Monday, January 21, 2013

What is "culture," and how is it related to language?


“Culture” is one of those words we use routinely without fully examining just what the word means. Morgan’s chapters 3 and 4 in Teaching Culture: Perspectives in Practice begin explaining the relationship between language and culture by first complicating the term “culture”. Morgan’s Chapter 3 explains how the five dimensions of culture – products, practices, persons, communities, and perspectives – are all interrelated. And, the image/metaphor of the iceberg (even though I saw a huge rock of a diamond – maybe that’s my culture of being female playing into my perspective?) serves the imagery purpose in also depicting the explicit and tacit characteristics of culture (predominantly of perspectives).

This discussion of explicit and implicit cultural characteristics helped to settle some anxiety I’ve felt with becoming a second language instructor. How do I know the relevant aspects of a student’s culture in order to effectively and sensitively make connections for that student in the classroom? Learning involves making connections between what one already knows and what one is learning. How do I know what my students already know if we have few aspects of culture in common? Morgan helped me understand (through Maureen McCarthy’s narrative) that I’m not expected to know fully my students’ culture; however, I am expected to understand the complexity of the concept of culture and that I need to find help/assistance from someone who DOES share similar cultural characteristics with my students, someone who understands those various products, practices, perspectives, communities, and persons. McCarthy explains how we are to arrive at this “emic” view when our “etic” views may not be accurately applied:
It is my opinion that in order to really get inside the emic view, an outsider needs an informant who is aware of the values and is able to articulate them, but is t is also possible to conduct research and draw from experience with he culture in order to make connections between products and practices, perspectives and values” (Morgan 30).
This idea, then, of finding an informant (whether that be a person or a text that informs), alleviates some of my anxiety regarding understanding how my students are cultured and how to best teach them.

In Chapter 4, Morgan discusses how language and culture are both inseparable (within the culture itself, one cannot separate cultural phenomenon from language) and necessarily separated (within the language classroom). Thus, the two concepts are interdependent. For example, Morgan explains that within the culture, language is ever-present and unable to be separated from the products, practices, persons, communities, and perspectives of culture. Morgan calls language “a window to the culture” (35).

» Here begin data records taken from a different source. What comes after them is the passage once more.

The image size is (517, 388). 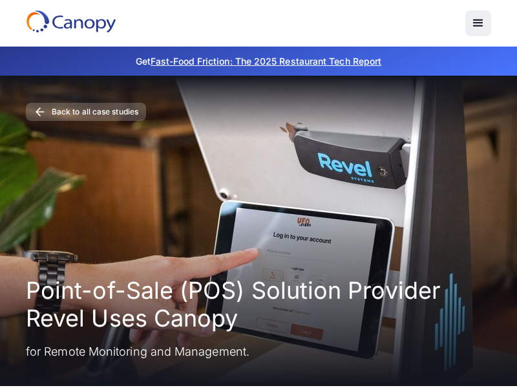 I want to click on div: menu, so click(x=478, y=23).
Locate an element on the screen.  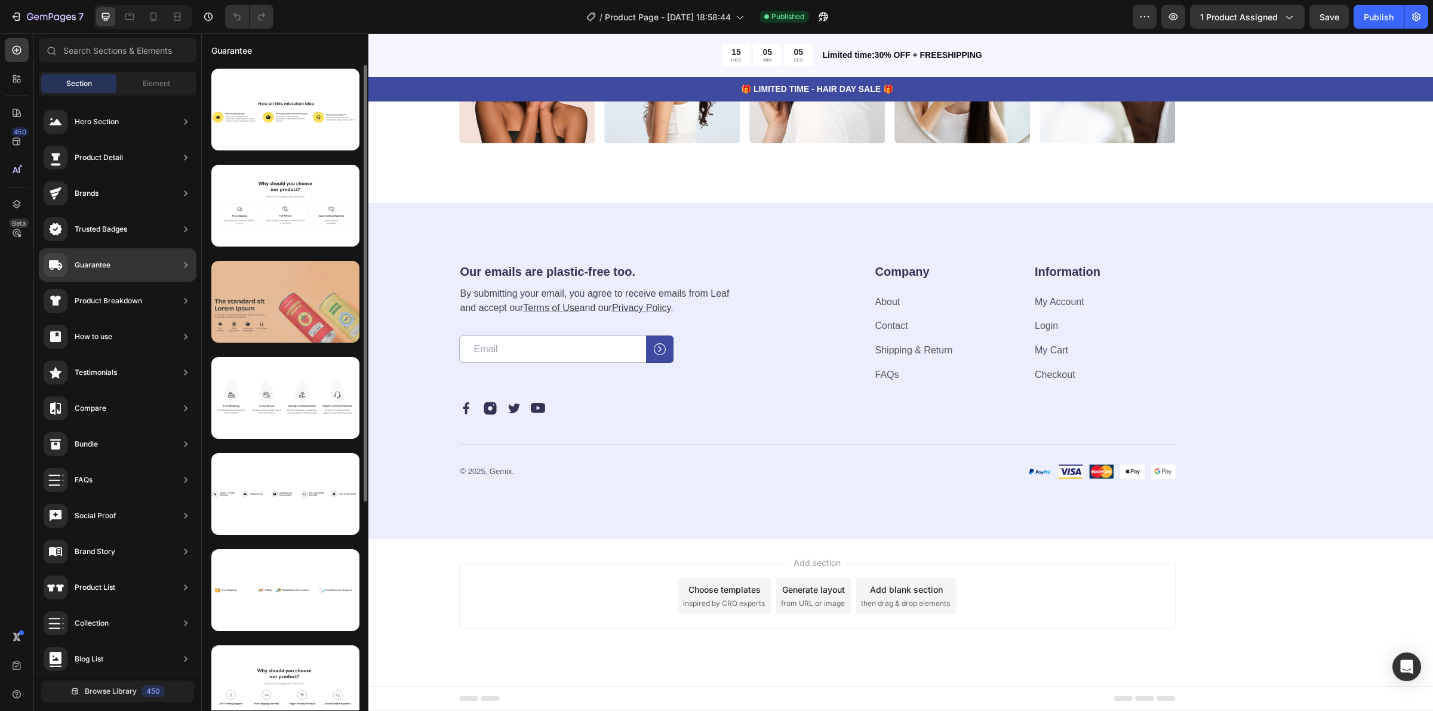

Yet when studying language in the classroom, Morgan says we must separate the two, language from culture, in order to study the language. Morgan contends that language needs to be separated from culture in order to learn its linguistic features. In addition, the separation aids learning about the culture, as we need a language to use to talk about the culture. This, to me, makes sense; however, it is interesting to recall that often classroom pedagogy attempts to replicate the “real world”, to be authentic. After contending how language and culture are inseparable outside the classroom, it is a bit different to read of a proponent to separating the two inside the classroom.